< Back to Front Page Text size +

Fierce fracas over Friedman

Posted by Christopher Shea August 18, 2008 10:33 AM

The already-intense verbal wars at the University of Chicago over a proposed new Milton Friedman Institute ratcheted up yet another notch this week: The eminent Chicago anthropologist Marshall Sahlins published a blistering essay in the Chronicle of Higher Education referring to the establishment of the research center as "the vanguard of an intellectual coup d'etat" that would push non-economic research to the margins, turn Chicago into a power base for people who want to abolish Social Security and privatize schools, and generally serve the interests of the world's wealthy.

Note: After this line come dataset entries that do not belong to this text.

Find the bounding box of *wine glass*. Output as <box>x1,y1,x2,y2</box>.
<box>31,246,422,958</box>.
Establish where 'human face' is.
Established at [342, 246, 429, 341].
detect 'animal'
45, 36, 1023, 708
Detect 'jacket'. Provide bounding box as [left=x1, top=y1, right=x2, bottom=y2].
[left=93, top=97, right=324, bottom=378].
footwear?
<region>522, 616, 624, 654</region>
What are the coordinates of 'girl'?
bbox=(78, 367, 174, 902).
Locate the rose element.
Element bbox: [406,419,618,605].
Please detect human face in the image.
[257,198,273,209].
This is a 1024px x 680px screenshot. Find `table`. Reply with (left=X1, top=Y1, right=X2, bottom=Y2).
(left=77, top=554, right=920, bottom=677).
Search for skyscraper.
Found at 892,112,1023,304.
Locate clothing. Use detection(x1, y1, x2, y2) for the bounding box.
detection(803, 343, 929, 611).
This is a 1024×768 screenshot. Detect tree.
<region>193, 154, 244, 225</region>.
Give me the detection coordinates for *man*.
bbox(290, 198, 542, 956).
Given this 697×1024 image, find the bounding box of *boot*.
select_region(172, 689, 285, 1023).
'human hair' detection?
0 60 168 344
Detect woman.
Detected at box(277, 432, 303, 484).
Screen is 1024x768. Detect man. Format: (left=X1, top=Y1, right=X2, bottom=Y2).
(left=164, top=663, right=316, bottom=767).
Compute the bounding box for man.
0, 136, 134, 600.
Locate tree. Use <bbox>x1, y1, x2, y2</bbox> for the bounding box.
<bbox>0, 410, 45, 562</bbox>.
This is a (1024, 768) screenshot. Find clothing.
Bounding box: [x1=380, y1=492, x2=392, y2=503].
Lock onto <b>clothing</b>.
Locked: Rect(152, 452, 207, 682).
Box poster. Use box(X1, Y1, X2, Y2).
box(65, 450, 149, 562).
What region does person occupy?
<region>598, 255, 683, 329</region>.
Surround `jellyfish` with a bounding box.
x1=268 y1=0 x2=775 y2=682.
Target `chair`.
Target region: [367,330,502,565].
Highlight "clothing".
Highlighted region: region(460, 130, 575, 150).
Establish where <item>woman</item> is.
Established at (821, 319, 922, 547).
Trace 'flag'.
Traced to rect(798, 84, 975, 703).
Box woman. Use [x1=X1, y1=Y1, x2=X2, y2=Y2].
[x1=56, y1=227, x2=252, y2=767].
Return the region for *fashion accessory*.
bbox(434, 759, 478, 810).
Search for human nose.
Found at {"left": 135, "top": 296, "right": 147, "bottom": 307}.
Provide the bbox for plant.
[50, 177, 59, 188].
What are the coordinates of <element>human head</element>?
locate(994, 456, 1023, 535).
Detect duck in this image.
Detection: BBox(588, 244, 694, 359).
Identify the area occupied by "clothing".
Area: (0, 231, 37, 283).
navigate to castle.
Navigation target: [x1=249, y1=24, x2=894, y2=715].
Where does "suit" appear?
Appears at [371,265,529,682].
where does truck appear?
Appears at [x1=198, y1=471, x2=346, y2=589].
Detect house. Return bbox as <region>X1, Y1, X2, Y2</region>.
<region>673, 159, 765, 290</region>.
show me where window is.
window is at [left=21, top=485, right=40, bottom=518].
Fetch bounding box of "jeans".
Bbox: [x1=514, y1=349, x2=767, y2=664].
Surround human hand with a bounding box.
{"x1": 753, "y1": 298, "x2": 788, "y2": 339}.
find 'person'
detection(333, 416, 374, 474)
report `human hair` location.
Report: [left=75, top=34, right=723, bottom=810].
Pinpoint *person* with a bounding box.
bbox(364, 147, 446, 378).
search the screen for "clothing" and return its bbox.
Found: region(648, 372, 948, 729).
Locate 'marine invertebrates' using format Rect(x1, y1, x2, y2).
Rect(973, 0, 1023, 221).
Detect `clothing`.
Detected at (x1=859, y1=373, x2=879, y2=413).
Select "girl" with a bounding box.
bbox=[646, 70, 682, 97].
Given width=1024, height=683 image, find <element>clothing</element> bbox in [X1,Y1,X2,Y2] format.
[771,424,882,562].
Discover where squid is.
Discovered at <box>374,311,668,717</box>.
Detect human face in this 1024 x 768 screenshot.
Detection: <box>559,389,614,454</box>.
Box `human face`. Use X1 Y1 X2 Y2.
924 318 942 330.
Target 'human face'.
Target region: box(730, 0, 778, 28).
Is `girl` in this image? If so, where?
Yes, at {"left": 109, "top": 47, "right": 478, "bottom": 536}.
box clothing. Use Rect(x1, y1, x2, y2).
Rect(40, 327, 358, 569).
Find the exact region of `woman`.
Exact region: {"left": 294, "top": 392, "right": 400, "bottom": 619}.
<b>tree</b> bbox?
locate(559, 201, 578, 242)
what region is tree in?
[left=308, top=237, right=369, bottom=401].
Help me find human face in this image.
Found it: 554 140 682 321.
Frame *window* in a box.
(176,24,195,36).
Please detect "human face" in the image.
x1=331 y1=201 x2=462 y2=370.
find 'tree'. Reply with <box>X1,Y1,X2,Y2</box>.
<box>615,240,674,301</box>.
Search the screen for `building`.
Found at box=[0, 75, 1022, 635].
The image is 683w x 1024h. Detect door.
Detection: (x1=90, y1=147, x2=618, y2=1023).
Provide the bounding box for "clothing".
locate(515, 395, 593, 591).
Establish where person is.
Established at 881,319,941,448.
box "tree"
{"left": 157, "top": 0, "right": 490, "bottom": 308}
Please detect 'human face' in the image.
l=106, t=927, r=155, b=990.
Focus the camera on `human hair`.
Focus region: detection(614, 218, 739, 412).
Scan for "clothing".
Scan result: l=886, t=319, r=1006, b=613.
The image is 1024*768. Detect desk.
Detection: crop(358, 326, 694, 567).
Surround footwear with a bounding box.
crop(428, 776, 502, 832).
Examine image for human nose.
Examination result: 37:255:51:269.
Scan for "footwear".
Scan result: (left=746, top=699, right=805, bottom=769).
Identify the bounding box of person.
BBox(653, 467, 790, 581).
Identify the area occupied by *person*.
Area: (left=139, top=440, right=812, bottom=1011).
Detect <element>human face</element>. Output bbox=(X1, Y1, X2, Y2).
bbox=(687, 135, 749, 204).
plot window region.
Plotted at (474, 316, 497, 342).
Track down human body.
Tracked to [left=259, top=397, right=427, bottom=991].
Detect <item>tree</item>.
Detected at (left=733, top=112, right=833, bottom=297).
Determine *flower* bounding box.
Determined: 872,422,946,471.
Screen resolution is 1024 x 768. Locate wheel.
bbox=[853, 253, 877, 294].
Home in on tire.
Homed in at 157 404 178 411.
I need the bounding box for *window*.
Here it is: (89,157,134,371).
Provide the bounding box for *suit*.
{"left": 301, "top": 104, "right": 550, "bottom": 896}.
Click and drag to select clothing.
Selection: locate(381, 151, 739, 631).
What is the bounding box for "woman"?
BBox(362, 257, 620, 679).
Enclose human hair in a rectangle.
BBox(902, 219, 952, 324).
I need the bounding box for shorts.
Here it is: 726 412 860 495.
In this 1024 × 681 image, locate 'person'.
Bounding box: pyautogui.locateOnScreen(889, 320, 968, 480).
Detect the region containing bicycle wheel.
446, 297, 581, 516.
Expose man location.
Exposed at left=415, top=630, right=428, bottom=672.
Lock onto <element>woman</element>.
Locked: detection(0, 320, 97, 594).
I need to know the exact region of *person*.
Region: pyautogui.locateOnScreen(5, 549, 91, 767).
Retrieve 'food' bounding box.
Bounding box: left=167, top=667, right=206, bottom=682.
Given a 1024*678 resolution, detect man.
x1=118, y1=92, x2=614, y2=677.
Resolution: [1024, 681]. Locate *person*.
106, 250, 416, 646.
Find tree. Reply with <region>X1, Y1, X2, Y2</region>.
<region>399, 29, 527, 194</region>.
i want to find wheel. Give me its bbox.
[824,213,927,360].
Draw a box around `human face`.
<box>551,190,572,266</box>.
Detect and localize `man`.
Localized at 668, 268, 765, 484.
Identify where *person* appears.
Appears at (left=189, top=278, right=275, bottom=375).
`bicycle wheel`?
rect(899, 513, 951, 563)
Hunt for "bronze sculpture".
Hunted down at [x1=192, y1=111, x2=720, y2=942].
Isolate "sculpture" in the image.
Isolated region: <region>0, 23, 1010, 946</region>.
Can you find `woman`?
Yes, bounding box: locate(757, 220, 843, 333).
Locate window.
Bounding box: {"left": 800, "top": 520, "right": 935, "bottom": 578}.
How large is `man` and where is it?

"The sacrificial reduction of social values to monetary calculations is the essence of Friedman economics," Sahlins wrote, "and helps explain its historic taint as the complement of state terror." Sahlins was reviving criticism of Friedman's having given economic advice to the late Chilean leader Augusto Pinochet in the 1970s and having trained many of his economic advisers. (Friedman's supporters say that attempts to link economic advice, which had some notable successes, to Pinochet's more brutal policies is tendentious.)

friedman.jpg
Milton Friedman, whom the University of Chicago hopes to honor

Chicago announced the creation of the new institute in May. It will start slowly this fall, with some guest lectures, ultimately growing into a center that will bring together scholars from numerous departments. (In a nice irony, the center will take over the buildings that now house the Chicago Theological Seminary, which will get a new home.) Its focus will be fostering analyses of social issues, as well as solutions, "that respect the incentives of individuals and the essential role of markets in allocating goods and services."

In early June, more than a hundred faculty members, including Sahlins, signed an open letter to the university's president, Robert Zimmer, stating that they were "disturbed by the ideological and disciplinary preference" implicit in the "massive support" for the center. In response, economist John Cochrane issued his own letter, mocking some of what he considered the bien pensant jargon in the protest letter ("the Global South" instead of "poor countries"; references to a nefarious "neoliberal global order"), and defending Friedman's credentials both as a first-rate researcher and principled libertarian. "To call him or his political legacy 'right wing' is simply ignorant, and I mean that as a technically accurate description rather than an insult," Cochrane wrote. The administrators and professors involved in planning the center, including three winners of the Nobel in economics, have said it will be open to all political perspective, despite the overarching theme of respect for markets.

In his essay Sahlins focused on one curious aspect of the Friedman Institute: Early donors who give at least $1 million will become members of the Milton Friedman Society and will be granted the privilege of taking part in the center's seminars and workshops. Sahlins called this "rich-man's club" not only "discriminatory" but also "perhaps the most obvious clue to the ideology behind the promoters' assurances of free empirical inquiry."

  • CommentComment
  • EmailEmail
1 comments so far...
  1. Christopher,

    Thanks for bringing this up. Thus far it has received no prominent attention in the Chicago Tribune (although I haven't read today's paper, 8/18).

    - Tim

    Posted by Tim Lacy August 18, 08 05:01 PM
add your comment
Required
Required (will not be published)

This blogger might want to review your comment before posting it.

About brainiac What's happening in the world of ideas.
contributors
Christopher Shea covers intellectual affairs and is the former "Critical Faculties" columnist for the Ideas section.